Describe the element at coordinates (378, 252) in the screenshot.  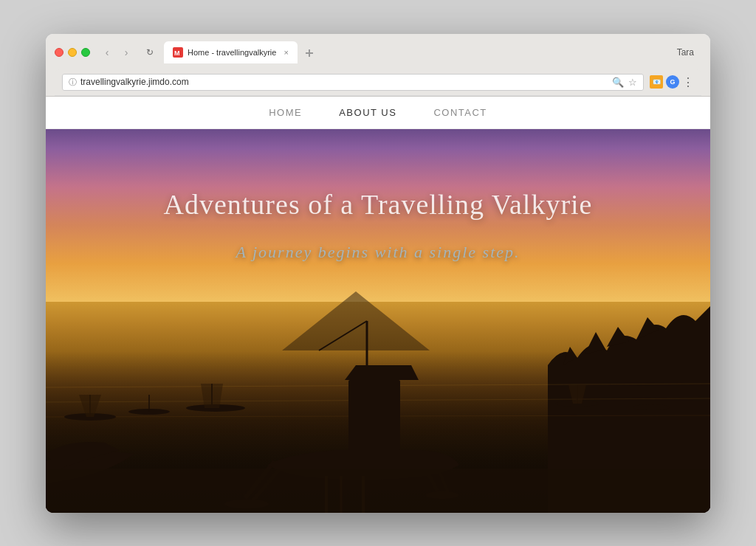
I see `hero-subtitle: A journey begins with a single step.` at that location.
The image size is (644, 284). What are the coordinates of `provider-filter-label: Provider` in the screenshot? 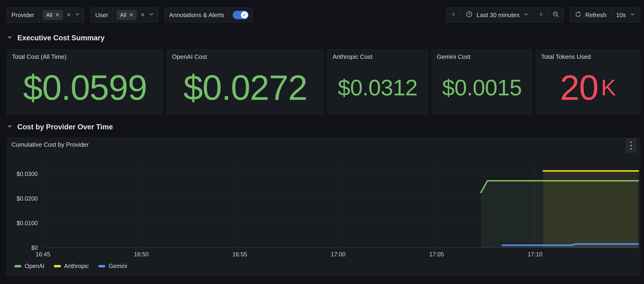 It's located at (23, 15).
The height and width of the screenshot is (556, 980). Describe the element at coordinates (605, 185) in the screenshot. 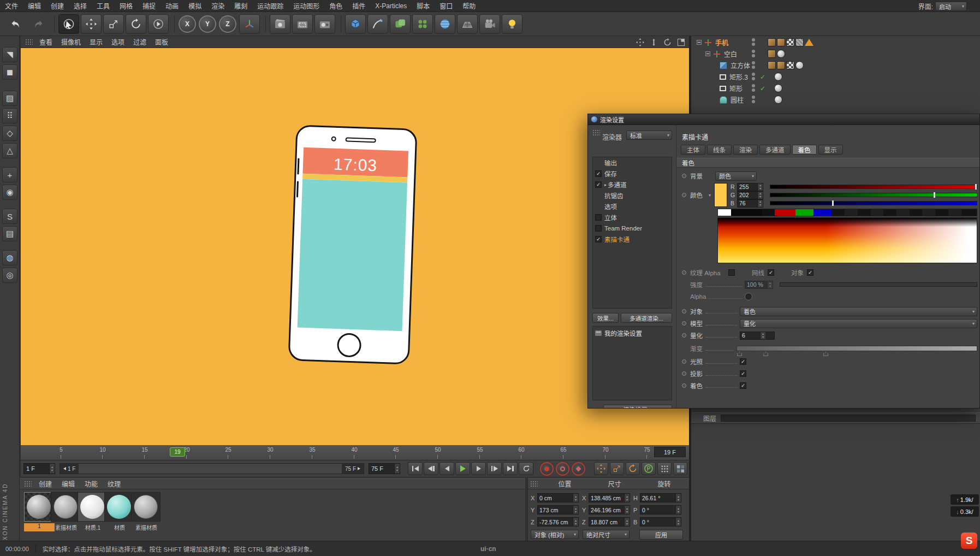

I see `expand-arrow-icon: ▸` at that location.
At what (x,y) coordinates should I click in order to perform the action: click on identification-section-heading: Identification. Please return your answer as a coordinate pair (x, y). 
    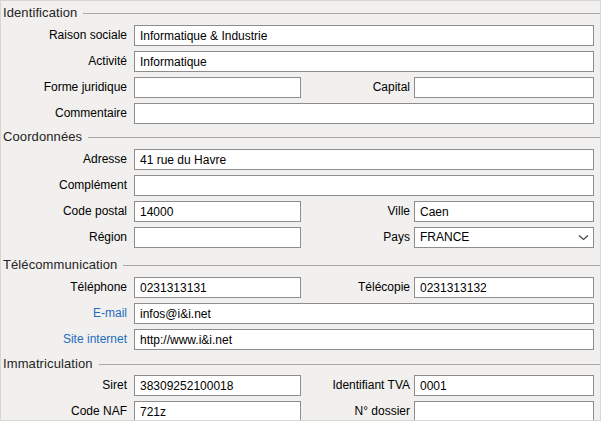
    Looking at the image, I should click on (300, 12).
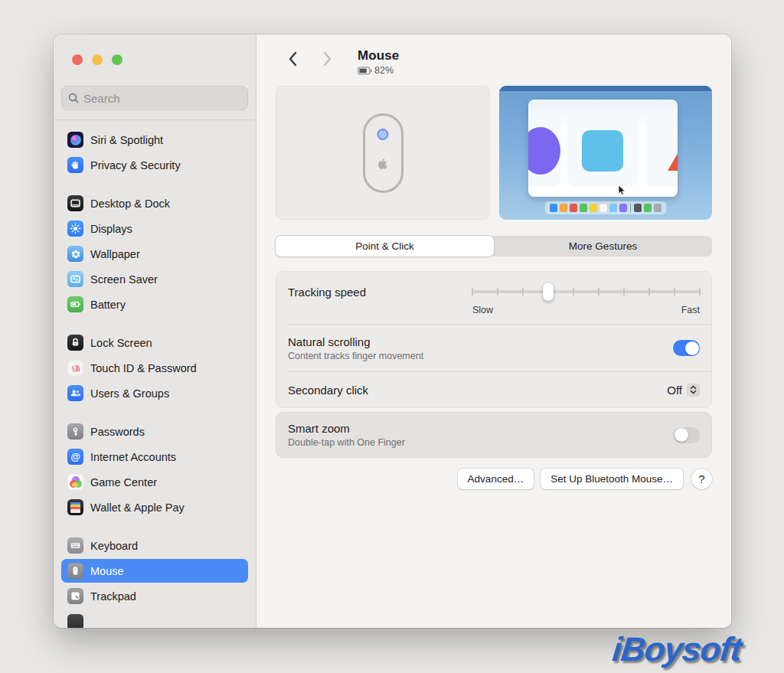 This screenshot has width=784, height=673. Describe the element at coordinates (383, 153) in the screenshot. I see `magic-mouse-outline` at that location.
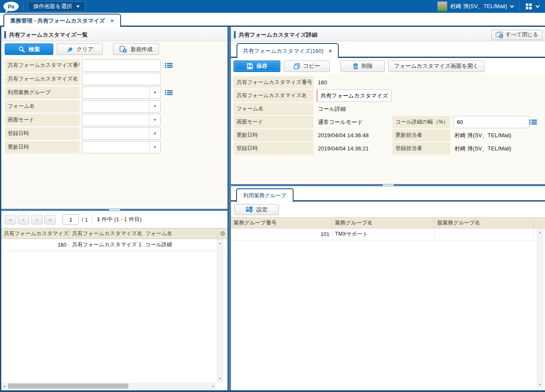 The height and width of the screenshot is (392, 545). What do you see at coordinates (78, 7) in the screenshot?
I see `caret-down-icon` at bounding box center [78, 7].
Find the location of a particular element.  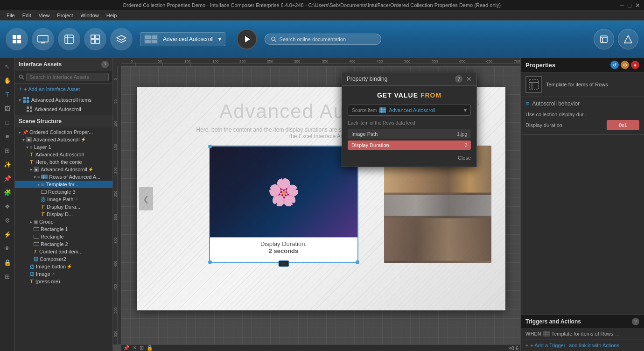

layers-btn is located at coordinates (121, 39).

YOUR ASSIGNMENT – What is needed is an exact restatement of every line from the one containing "The height and width of the screenshot is (556, 980)." through the last line of the records, pictures left out.

WRITTEN ANSWER –
The height and width of the screenshot is (556, 980). Describe the element at coordinates (605, 185) in the screenshot. 

I see `expand-arrow-icon: ▸` at that location.
At what (x,y) coordinates should I click in order to perform the action: click on identification-section-heading: Identification. Please return your answer as a coordinate pair (x, y). 
    Looking at the image, I should click on (300, 12).
 This screenshot has width=784, height=673. Describe the element at coordinates (383, 153) in the screenshot. I see `magic-mouse-outline` at that location.
 The height and width of the screenshot is (392, 545). What do you see at coordinates (78, 7) in the screenshot?
I see `caret-down-icon` at bounding box center [78, 7].
Find the location of a particular element.  

layers-btn is located at coordinates (121, 39).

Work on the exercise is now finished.